In todays hard competition between the flag carriers and alliances not to mention against the low-cost airlines, some airlines have found their own niche on flight routes. The connections might sound strange but they are there because there is a market for it and the airlines make money on it as well.
Here are 5 examples of “odd” flight routes that some airlines have specialized themselves in for various reasons.
1) Birmingham, UK – Amritsar, India
Armavia, Armenias flag carrier, have found a niche on flying the Shiks from U.K to Amritsar, India which holds the Sikhism’s spiritual center. All with a stopover in Armenia on the way . Birmingham has a huge Shik population.
2) Houston, US – Lagos, Nigeria
United Airlines started trafficking the leg between Texas and Nigeria on a five times a week schedule last year. This after requests from local oil companies that have interest on both sides and also have contracts with the airline.
3) Baku, Azerbaijan – Aberdeen, Scotland
A highly unlikely leg that is today flown by the flag carrier Azerbaijan Airlines.
Yet again in the interest of the oil industry as Baku has emerged as a large oil hub and Aberdeen is the oil capital of Europe.
4) Paris, France – Cincinnati, US
Delta Air Lines is trafficking this international route for one reason only.
The money is made on cargo.
4.2 million pounds of jet-engine parts is transported every year between factories that are situated near the cities.
5) Stockholm, Sweden – Erbil, Iraq
In 2010 a tour operator in Kurdistan, part of Iraq, pointed out the large Kurdish population that was living in Germany.
Germania, a German operator is now flying eight time a week to the cities of Erbil and Sulaymaniyah in Iraq from Munich, Düsseldorf and Stockholm. The flights to Iraq are 90% full comparing to the carriers average of 83%.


INSTRUCTIONS FOR THE TASK ▸
Using the data that follows, output only the lines from the line with "The image size" up to and including the line with "pixels, height=380 pixels.", exactly, leaving pictures aside.

DATA SUPPLIED ▸
○ ○ ○ ○ ○
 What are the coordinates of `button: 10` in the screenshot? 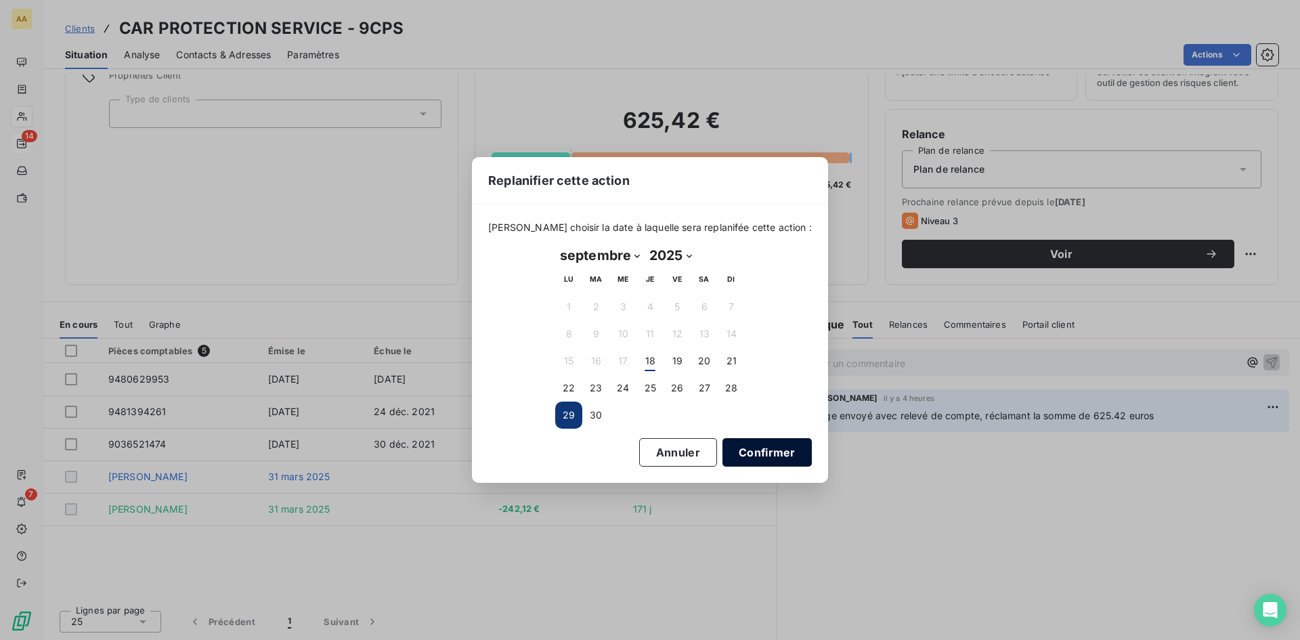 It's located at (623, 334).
○ ○ ○ ○ ○
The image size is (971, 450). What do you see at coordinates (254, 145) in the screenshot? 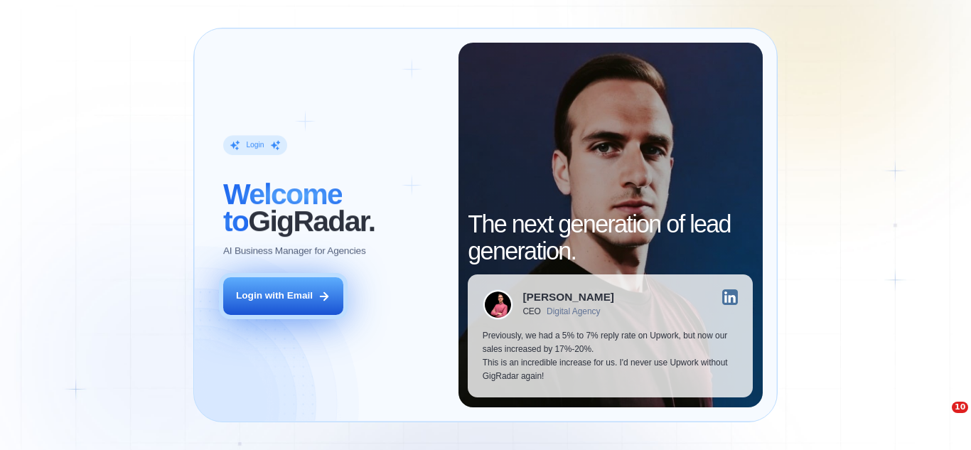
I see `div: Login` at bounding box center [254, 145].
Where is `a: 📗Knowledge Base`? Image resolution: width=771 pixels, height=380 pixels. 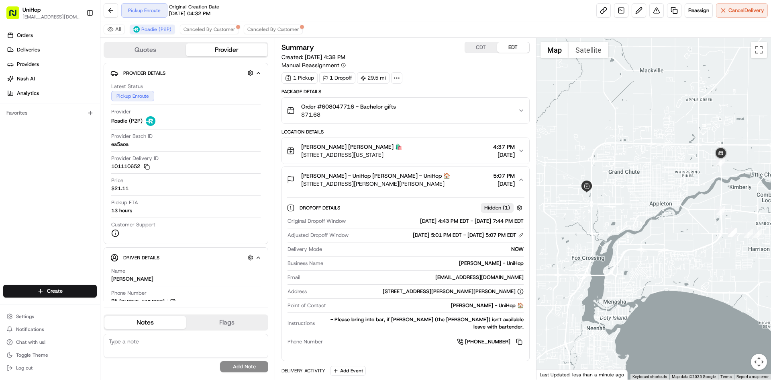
○ ○ ○ ○ ○
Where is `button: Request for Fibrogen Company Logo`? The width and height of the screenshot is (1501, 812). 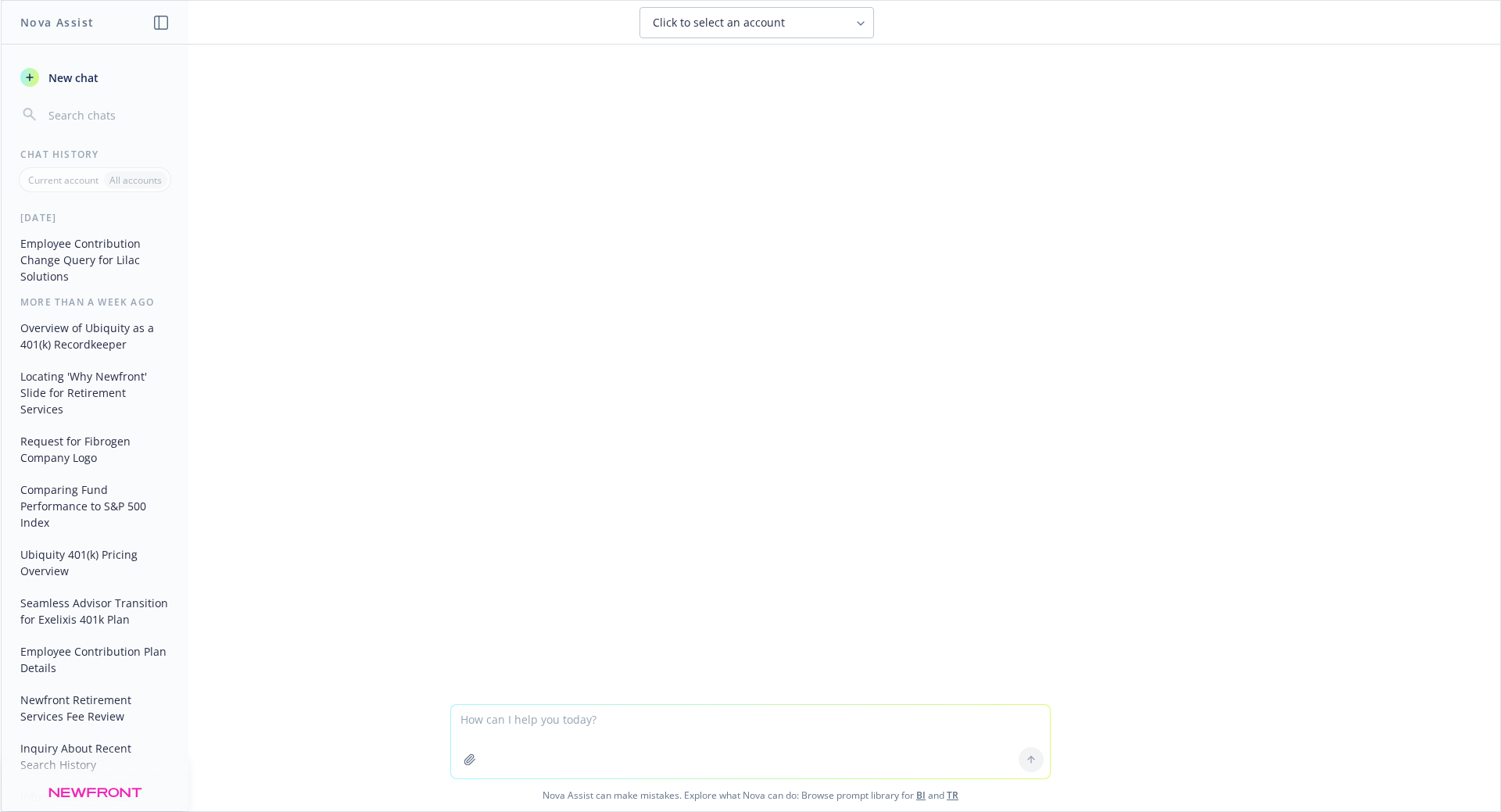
○ ○ ○ ○ ○
ANSWER ▸
The image size is (971, 450). What do you see at coordinates (254, 145) in the screenshot? 
I see `div: Login` at bounding box center [254, 145].
Where is `a: 📗Knowledge Base`? Image resolution: width=771 pixels, height=380 pixels. 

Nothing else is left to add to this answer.